He said this with bitterness, smiling. The first course arrived. Thereafter the mood lightened, and Winterton grew expansive. Ernest Hemingway drank rum, and Scott drank French 75's, and Bill Faulkner drank Jack Daniels; he emulated them all. You can tell a writer's models by which drink he orders, at which bar.

His tennis game was off. He had lost his backhand and his overhead. His marriage was a warring truce, his boy a diabetic, and his secretary couldn't tell the difference between Tolstoi and Mickey Spillane if her raise depended on it; his eyes hurt. No one read Galsworthy now. No book buyer in this room-he raised his arm, inclusive-could tell him, he was certain, where "The apple tree, the singing and the gold," came from, and what was its original.

Mark too recited a verse. "Samuel Smith he sells good beer / His company will please. / The way is lit and very near / It's just beyond the trees."

"What's that?" asked Winterton, incurious, and Mark said he read it in Wellfleet. It was a tavern motto from a tavern washed away. The whalers weighed anchor off Jeremy Point-but all they found was pewter now, a bowl or two, some spoons.

"Mine's Sophocles," said Winterton, "in the Gilbert Murray translation. 'Apples and singing and gold . . .'"

The garden room was full. Light slanted through the windows; women laughed. Mark had taken the train to Manhattan and would take it home again; his car was being serviced in the garage at Rye. They drank Italian wines, to honor what Bill Winterton described as his true provenance; it seemed important, somehow, to pretend they were in Italy. This went against the decor's grain; the waiters spoke in French. "You know where Napoleon comes from? It's a riddle." Winterton coughed. "The question is what nationality was Napoleon at birth? I ask you, 'Can you answer?' and the answer's, 'Cors-I-can.'"

This seemed uproarious to Mark-witty, learned, apt. They celebrated lengthily, and there was nothing he could not attain, no prospect unattainable. Walking to Grand Central he breathed deeply, weaving. He made the 4:18.
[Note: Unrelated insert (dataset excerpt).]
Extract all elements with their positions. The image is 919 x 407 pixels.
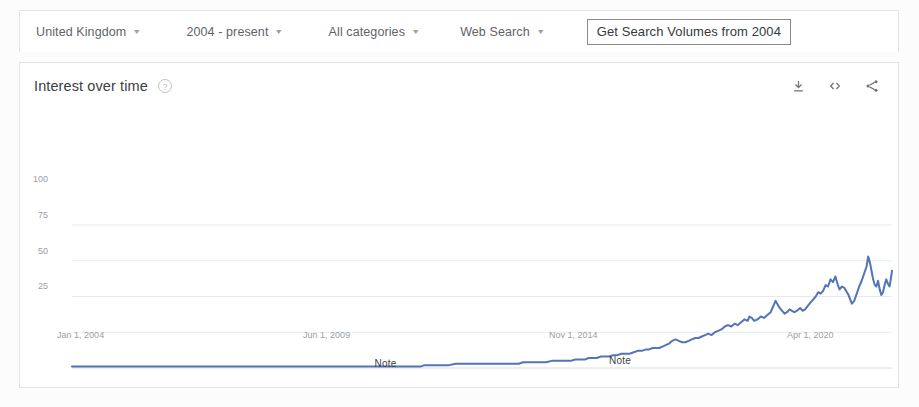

Between self-pity and aggrandis.e.m.e.nt, there is little room to maneuver. His stomach churned; his shirt felt rank. The train was old. Mark wandered to the forward car; the conductor waved him in. The gray seats were unoccupied, the windows dark. He sat sprawling in the windowseat while the train filled up.

A woman with two shopping bags settled beside him. She wore a pink knit suit and had a purple handbag and white hair. He made s.p.a.ce. She produced The Sat.u.r.day Review. The train lurched and rumbled forward, and he told himself his father made this trip five hundred times a year. They stopped at 125th Street, and then they gathered speed.
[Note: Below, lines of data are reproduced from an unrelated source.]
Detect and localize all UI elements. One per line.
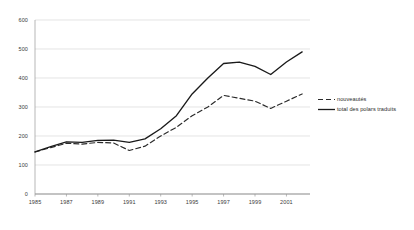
x-axis-ticks — [35, 194, 286, 197]
x-tick-label: 1987 — [54, 199, 78, 205]
legend-swatch-dashed-icon — [318, 96, 335, 103]
legend-item-nouveautes: nouveautés — [318, 95, 414, 104]
y-tick-label: 500 — [4, 46, 28, 52]
x-tick-label: 2001 — [274, 199, 298, 205]
y-tick-label: 0 — [4, 191, 28, 197]
y-tick-label: 300 — [4, 104, 28, 110]
legend-label-nouveautes: nouveautés — [337, 96, 366, 103]
y-tick-label: 600 — [4, 17, 28, 23]
series-line-1 — [35, 52, 302, 152]
legend-swatch-solid-icon — [318, 106, 335, 113]
legend-label-total: total des polars traduits — [337, 106, 396, 113]
x-tick-label: 1993 — [149, 199, 173, 205]
legend-item-total: total des polars traduits — [318, 105, 414, 114]
x-tick-label: 1991 — [117, 199, 141, 205]
x-tick-label: 1989 — [86, 199, 110, 205]
x-tick-label: 1999 — [243, 199, 267, 205]
y-tick-label: 200 — [4, 133, 28, 139]
x-tick-label: 1995 — [180, 199, 204, 205]
line-chart: 0100200300400500600 19851987198919911993… — [0, 0, 414, 230]
y-tick-label: 100 — [4, 162, 28, 168]
gridlines — [35, 20, 310, 194]
plot-area — [0, 0, 414, 230]
data-series-layer — [35, 52, 302, 152]
legend: nouveautés total des polars traduits — [318, 95, 414, 115]
x-tick-label: 1997 — [212, 199, 236, 205]
y-tick-label: 400 — [4, 75, 28, 81]
x-tick-label: 1985 — [23, 199, 47, 205]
He needed water. He wanted to sleep. His neighbor read the magazine with absorbed attention and came, on page 23, to his photograph. He was sitting on a rock in front of Long Island Sound. His tie had blown over his shoulder, his hair was engagingly tousled by the propitious breeze. He wanted to tell her, "That's me." He wanted her to know that she was sitting next to Mark Fusco, novelist, whose first book earned such praise. He imagined her shocked disbelief, then recognition. She would tell her husband, when she got off the train at Pelham or Greenwich or wherever she was getting off, "Guess who I sat next to, guess who I met on the train?"

Mark was on the verge of telling her, clearing his throat to begin, when the train braked. Momentum threw him forward; he jerked back. They had no scheduled stop. His neighbor had her handbag open, and its contents spilled. "What was that?" she asked. The whistle shrieked. He bent to help her gather pens, a tube of lipstick, Kleenex, keys. "What was that?" she asked again, as if he might have known.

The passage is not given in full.